Revenue from Wanda’s cultural division, which also includes a rapidly growing tourism business, theme parks and sports, is expected grow at least 30 percent this year, and may reach 70 billion yuan (US$10.5 billion), Wang said.

Studio ambitions

Wanda aims to more than double that to 150 billion yuan by 2020, a target Wang says may be reached early.

The company owns a stake in leading Spanish soccer club Atletico Madrid and Swiss sports marketing firm Infront Sports & Media AG, and is keen to add more sports events to its portfolio.

“The speed, particularly in these 3 or 4 years, has been beyond my expectation. It hadn’t crossed my mind that consumer demand for entertainment, sports and tourism could be as strong even as China’s economy slows,” Wang said.

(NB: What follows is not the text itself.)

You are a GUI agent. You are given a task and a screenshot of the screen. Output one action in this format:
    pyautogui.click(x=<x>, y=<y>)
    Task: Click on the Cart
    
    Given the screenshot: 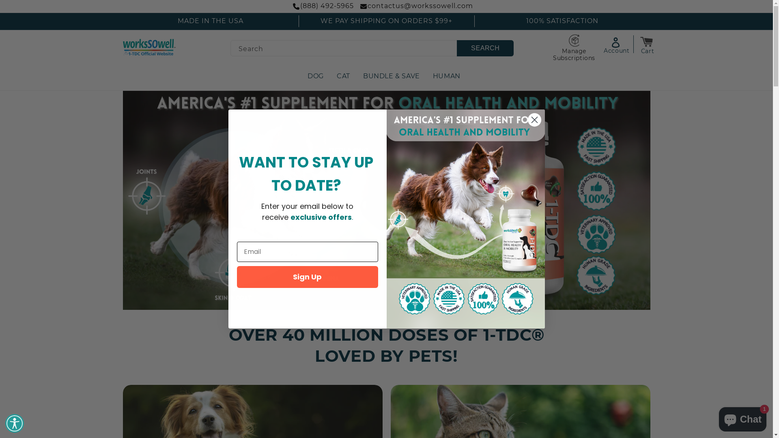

“If we maintain growth like this, I believe that Wanda will rank among the top three or top five entertainment companies in the world.”

Box office revenue in China reached 44 billion yuan in 2015 and is projected to surpass the United States by the end of next year.

“Wang is riding the intersection of a few trends and playing it well,” said Willy Shih, professor of management practice at Harvard Business School, who has written about Wang and his film ambitions.

Nowhere are those ambitions better reflected than at Wanda’s Qingdao Oriental Movie Metropolis, an $8 billion movie studio, theme park and real estate development scheduled to launch in April 2018.

The studio will attract at least five films a year with production budgets of more than $100 million, alongside smaller Chinese productions, Wang said.

It should also provide a vehicle for Hollywood and other film producers to get around tight Chinese import restrictions and get access to the China market, said Harvard’s Shih.

A total of 34 foreign films are allowed into China each year under a revenue-sharing model that gives 25 percent of box office receipts to foreign movie studios. Fourteen must be in “high-tech” formats such as 3D or IMAX.

Wang is even getting China Eastern Airlines to launch a daily flight between Los Angeles and Qingdao, while subsidies will be offered to further entice producers to use Qingdao’s planned 50 sound stages.

“That’s my ace in the hole,” he said.

Bold buys

Wanda’s global entertainment buying spree isn’t likely to slow down anytime soon.

Wang said he was looking to announce US$2-billion-dollar non-production film-related deals in the United States.

He is also setting his sights on making a bid for one of Hollywood’s “Big Six” studios, with Paramount Pictures a possible target, while preparing to start movie co-investment next year.

Wang admitted that not everything he tries succeeds. In July, Wanda announced that it was closing for renovation its movie theme park in Wuhan, central China, part of a tourism and shopping development launched in 2014. Visitor numbers at the park had dwindled in recent months.

“This is a learning process,” said Wang, who has made it clear he intends to challenge Disney and other western theme park developers.

“We are newcomers to this business, and there are no reference points,” he said. “Wanda is absolutely on its own, so we’re making changes as we go along. This is the price of entry. We haven’t seen a big real estate company successful transform into a services or culture enterprise.”

But China’s richest man says he can afford failure.

“If we buy one of the Big Six (movie studios), for US$5 or US$8 billion, and lose it all, Wanda wouldn’t go bankrupt,” Wang said.

“Without boldness, there will be no success,” Wang said earlier.